I'm a boomer with finance: I download monthly expense CSV from Chase, Amex, WF, BoA, merge them, and then manually tag. Always preferred this to Mint, etc.
For years this meant 30 minutes/month of pure frustration with clicking through archaic banking interfaces to download the right CSV. Tried computer use several times for this past couple years, never worked consistently till now.
@arix@JamesZmSun and team are absolutely cooking and CUA is really turning a page.
@businessbarista https://t.co/RWn5kY9hbO is shutting down, but this was a big use case for us! people would share out their usernames, and find an accountability and track together.
heard of a few people become friends over this!

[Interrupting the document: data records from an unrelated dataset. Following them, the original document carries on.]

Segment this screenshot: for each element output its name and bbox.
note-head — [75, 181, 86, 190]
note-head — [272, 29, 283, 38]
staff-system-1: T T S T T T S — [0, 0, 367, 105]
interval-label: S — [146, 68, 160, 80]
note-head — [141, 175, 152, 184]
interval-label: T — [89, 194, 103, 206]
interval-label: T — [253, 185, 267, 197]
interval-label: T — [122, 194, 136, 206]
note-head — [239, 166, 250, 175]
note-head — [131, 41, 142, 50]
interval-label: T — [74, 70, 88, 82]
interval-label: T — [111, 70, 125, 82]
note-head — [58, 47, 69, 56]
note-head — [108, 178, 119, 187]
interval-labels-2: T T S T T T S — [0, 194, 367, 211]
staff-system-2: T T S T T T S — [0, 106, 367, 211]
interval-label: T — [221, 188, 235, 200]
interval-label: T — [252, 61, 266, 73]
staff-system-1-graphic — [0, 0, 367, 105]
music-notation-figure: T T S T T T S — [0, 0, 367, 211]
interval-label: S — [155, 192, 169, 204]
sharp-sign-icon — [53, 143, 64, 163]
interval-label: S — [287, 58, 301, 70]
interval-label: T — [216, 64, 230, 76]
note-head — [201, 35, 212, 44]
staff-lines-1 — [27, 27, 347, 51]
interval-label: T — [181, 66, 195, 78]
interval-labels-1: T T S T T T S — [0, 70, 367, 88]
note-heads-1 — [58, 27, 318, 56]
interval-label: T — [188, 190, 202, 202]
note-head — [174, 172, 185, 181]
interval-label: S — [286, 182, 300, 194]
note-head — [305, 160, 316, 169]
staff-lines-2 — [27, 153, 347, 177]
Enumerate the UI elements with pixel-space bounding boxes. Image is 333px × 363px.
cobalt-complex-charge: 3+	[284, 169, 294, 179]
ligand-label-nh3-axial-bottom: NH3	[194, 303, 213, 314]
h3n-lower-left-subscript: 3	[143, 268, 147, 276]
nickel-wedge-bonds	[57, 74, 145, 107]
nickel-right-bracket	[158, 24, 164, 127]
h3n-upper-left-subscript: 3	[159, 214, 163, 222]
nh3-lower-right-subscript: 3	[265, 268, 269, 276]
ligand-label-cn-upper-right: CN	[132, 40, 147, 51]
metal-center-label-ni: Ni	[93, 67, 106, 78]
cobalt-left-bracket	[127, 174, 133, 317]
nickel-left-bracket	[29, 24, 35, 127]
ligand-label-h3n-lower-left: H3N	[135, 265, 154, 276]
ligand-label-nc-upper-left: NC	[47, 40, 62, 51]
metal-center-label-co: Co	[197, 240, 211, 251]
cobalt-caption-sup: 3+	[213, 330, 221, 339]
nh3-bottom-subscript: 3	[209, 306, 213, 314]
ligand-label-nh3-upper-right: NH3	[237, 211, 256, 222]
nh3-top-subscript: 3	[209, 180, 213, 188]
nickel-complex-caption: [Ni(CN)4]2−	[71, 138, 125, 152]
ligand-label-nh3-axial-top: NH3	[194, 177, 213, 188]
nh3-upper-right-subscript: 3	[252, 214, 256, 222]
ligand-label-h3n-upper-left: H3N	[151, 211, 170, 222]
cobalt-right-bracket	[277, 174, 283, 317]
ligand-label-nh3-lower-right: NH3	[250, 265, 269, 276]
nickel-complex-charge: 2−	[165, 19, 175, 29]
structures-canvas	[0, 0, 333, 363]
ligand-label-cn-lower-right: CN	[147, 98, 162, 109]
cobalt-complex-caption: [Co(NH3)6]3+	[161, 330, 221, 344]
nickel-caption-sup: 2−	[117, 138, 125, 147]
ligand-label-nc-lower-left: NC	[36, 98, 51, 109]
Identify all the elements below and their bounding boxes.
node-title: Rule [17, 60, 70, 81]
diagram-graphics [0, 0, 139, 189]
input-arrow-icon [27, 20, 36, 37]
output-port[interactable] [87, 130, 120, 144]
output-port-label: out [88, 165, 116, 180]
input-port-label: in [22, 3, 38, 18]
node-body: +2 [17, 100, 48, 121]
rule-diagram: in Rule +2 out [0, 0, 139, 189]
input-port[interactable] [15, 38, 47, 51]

Fun fact I built / experimented / shipped this feature as a newbie PM to @ChatGPTapp entirely thanks to Codex
If you're a PM (or designer!) try prototyping + shipping directly to the codebase
The hardest part often the local build and the good news is Codex can help there too
we shipped a new version of gpt-5.5 instant today. the previous model was too bullet pilled. the new one improves on some other important dimensions: sycophancy, factuality, and multilingual performance. hope you'll like it! always interested in feedback
Initially heard about this idea from here: https://t.co/ZnpkR71ASR and also @alexalbert__https://t.co/EwunujPdMG
When I worked at Meta, I used Claude Code for this. Both tools can do the job and quality seems comparable, with a couple key deltas:
1. Codex is cheaper/more token efficient: on a recent batch of 60 screenshots: Codex used 1/4 as many tokens - 31K (5.5 High) vs. 115K (Sonnet 4.6 High)

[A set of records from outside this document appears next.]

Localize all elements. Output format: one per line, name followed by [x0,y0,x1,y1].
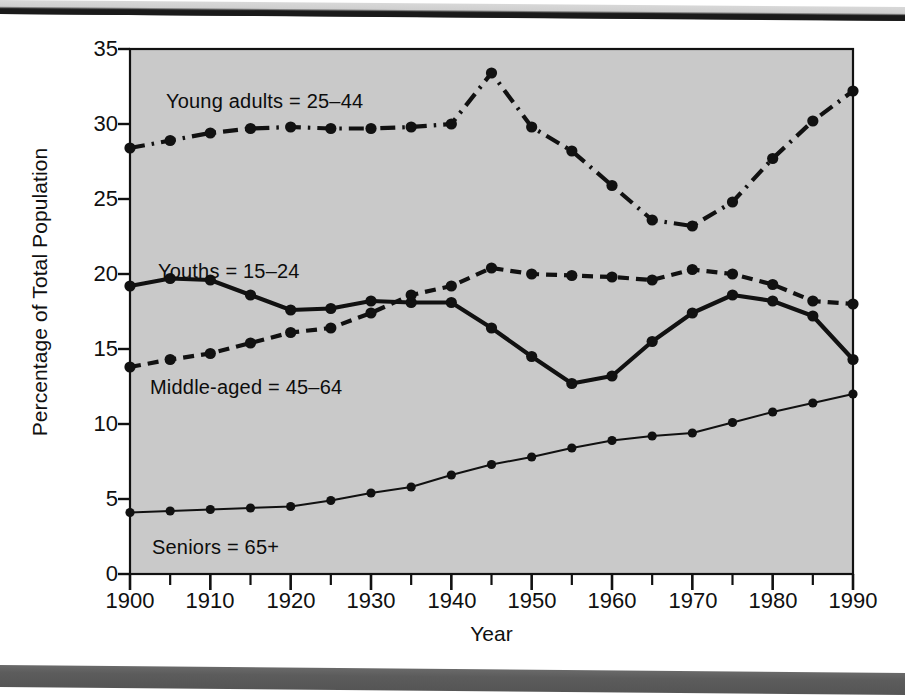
y-tick-label-35: 35 [72,36,118,62]
x-tick-label-1950: 1950 [487,588,577,614]
data-point [566,378,577,389]
data-point [246,503,255,512]
y-tick-label-0: 0 [72,561,118,587]
x-tick-label-1900: 1900 [85,588,175,614]
data-point [486,262,497,273]
x-tick-label-1930: 1930 [326,588,416,614]
data-point [527,452,536,461]
data-point [767,153,778,164]
data-point [807,115,818,126]
data-point [566,145,577,156]
data-point [286,502,295,511]
data-point [125,508,134,517]
data-point [648,431,657,440]
data-point [647,336,658,347]
data-point [325,123,336,134]
series-label-seniors: Seniors = 65+ [152,536,279,559]
x-tick-labels: 1900 1910 1920 1930 1940 1950 1960 1970 … [0,588,905,622]
data-point [727,289,738,300]
data-point [847,85,858,96]
data-point [124,280,135,291]
data-point [245,337,256,348]
data-point [486,67,497,78]
data-point [847,298,858,309]
y-tick-marks [118,49,130,574]
y-tick-label-5: 5 [72,486,118,512]
data-point [205,127,216,138]
data-point [206,505,215,514]
data-point [768,407,777,416]
data-point [366,488,375,497]
series-label-youths: Youths = 15–24 [158,260,300,283]
data-point [124,361,135,372]
data-point [807,295,818,306]
data-point [728,418,737,427]
data-point [325,303,336,314]
data-point [727,268,738,279]
data-point [446,280,457,291]
y-axis-title: Percentage of Total Population [28,82,52,502]
y-tick-label-20: 20 [72,261,118,287]
data-point [727,196,738,207]
data-point [406,289,417,300]
data-point [647,214,658,225]
x-tick-label-1980: 1980 [728,588,818,614]
data-point [446,118,457,129]
data-point [365,123,376,134]
data-point [688,428,697,437]
data-point [165,135,176,146]
y-tick-label-10: 10 [72,411,118,437]
x-tick-label-1990: 1990 [808,588,898,614]
series-label-middle-aged: Middle-aged = 45–64 [150,376,342,399]
data-point [767,295,778,306]
x-axis-title: Year [130,622,853,646]
data-point [285,327,296,338]
data-point [165,354,176,365]
line-chart-figure: Percentage of Total Population 0 5 10 15… [0,18,905,663]
series-label-young-adults: Young adults = 25–44 [166,90,363,113]
data-point [607,436,616,445]
data-point [285,304,296,315]
data-point [124,142,135,153]
x-tick-label-1940: 1940 [407,588,497,614]
data-point [326,496,335,505]
x-tick-label-1960: 1960 [567,588,657,614]
data-point [285,121,296,132]
data-point [848,389,857,398]
data-point [205,348,216,359]
data-point [526,268,537,279]
data-point [606,180,617,191]
data-point [566,270,577,281]
data-point [447,470,456,479]
data-point [567,443,576,452]
data-point [807,310,818,321]
scan-edge-band-bottom [0,665,905,695]
data-point [687,264,698,275]
y-tick-label-25: 25 [72,186,118,212]
data-point [365,295,376,306]
data-point [365,307,376,318]
data-point [446,297,457,308]
data-point [847,354,858,365]
plot-background-panel [130,49,853,574]
data-point [687,220,698,231]
x-tick-label-1970: 1970 [648,588,738,614]
data-point [687,307,698,318]
data-point [487,460,496,469]
data-point [325,322,336,333]
data-point [486,322,497,333]
y-tick-label-30: 30 [72,111,118,137]
data-point [407,482,416,491]
data-point [245,123,256,134]
data-point [526,121,537,132]
data-point [406,121,417,132]
plot-area [0,18,905,663]
data-point [606,271,617,282]
data-point [526,351,537,362]
x-tick-label-1920: 1920 [246,588,336,614]
x-tick-label-1910: 1910 [165,588,255,614]
data-point [166,506,175,515]
data-point [245,289,256,300]
data-point [767,279,778,290]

2. IMO Claude Code provides more friendly/understandable updates for non-technical users
One of the bigger shifts for me with Claude Code over the past few months has been shutting down that initial dismissal I have when a task feels "not worth my time"
Like I'll think "it would be nice to rename all my screenshots with what's actually in them" and immediately move on. Now I just ask Claude and it takes one minute to find out if it works.
When I zoom out, it gets kind of dizzying. Almost anything you can imagine doing on a computer is quickly becoming available if you can just string together the right words to describe it.
My desktop is a wasteland of product onboarding flow screenshots and old receipts.
Codex: “Rename the screenshots on my Desktop based on what's in the actual image.”
Sure you can use GPT 5.5 Pro for frontier math... but you can also use it to make a coffee table book with the history of your home.
Here's my neighborhood in St. Louis in 1941.
Prompt: "You are an expert St. Louis Historian and should use all resources available to you. Included is the public record for {redacted address}. Reference these to help you speed up/direct your research.
My parents own {redacted} address.
For a house gift, I want to make a report which talks about the history of their house/neighborhood. I will print this report at Fedex, bind in spiral book and give to them as a gift. It should include things like
1. old photos of house/street/neighborhood
2. old maps, where possible annotated with historically interesting/relevant facts
3. interesting facts about the house, street and neighborhood
Other tips - if you are struggling to find info on S Meramec Ave,, discussing Clayton, Davis Place and N Meramec is also useful. Their interests include fitness, medicine, judaism. If there is anything about these topics in clayton, be sure to include. Constraints - report should be interesting and visually appealing, not strictly a table of facts - output in multiple ways
1/ in PDF
2/ content in thread here
3/ downloadable .md markdown file.
You are an expert St. Louis Historian and should use all resources available to you. Included is the public record for {redacted address}. Reference these to help you speed up/direct your research."
Optionally, attach a public record of your address for better result (download for $1 online).
Spreadsheet++:
I used to live in spreadsheets. Now, when I’m labeling data or auditing LLM judges, I ask Codex to spin up a custom UI with filters, side-by-sides, etc.
These UIs never get committed - they just make reviewing data +50% faster and more fun.
@maxjendrall@Kareld Agree re: expanded support for markdown/in-app tools!
All feedback is appreciated - here or wherever you end. But probably the best way to make sure your feedback is captured is to use "/feedback" in Codex! I personally read lot of the feedback that come through!
Data pipelines on demand:
In the past, I’d punt when a “quick analysis” required joining sheets, rater campaigns, CSV exports, and internal tools. Too messy and tedious. Now I ask Codex to fix row IDs, check missing columns, find duplicates, and move everything into a standard schema.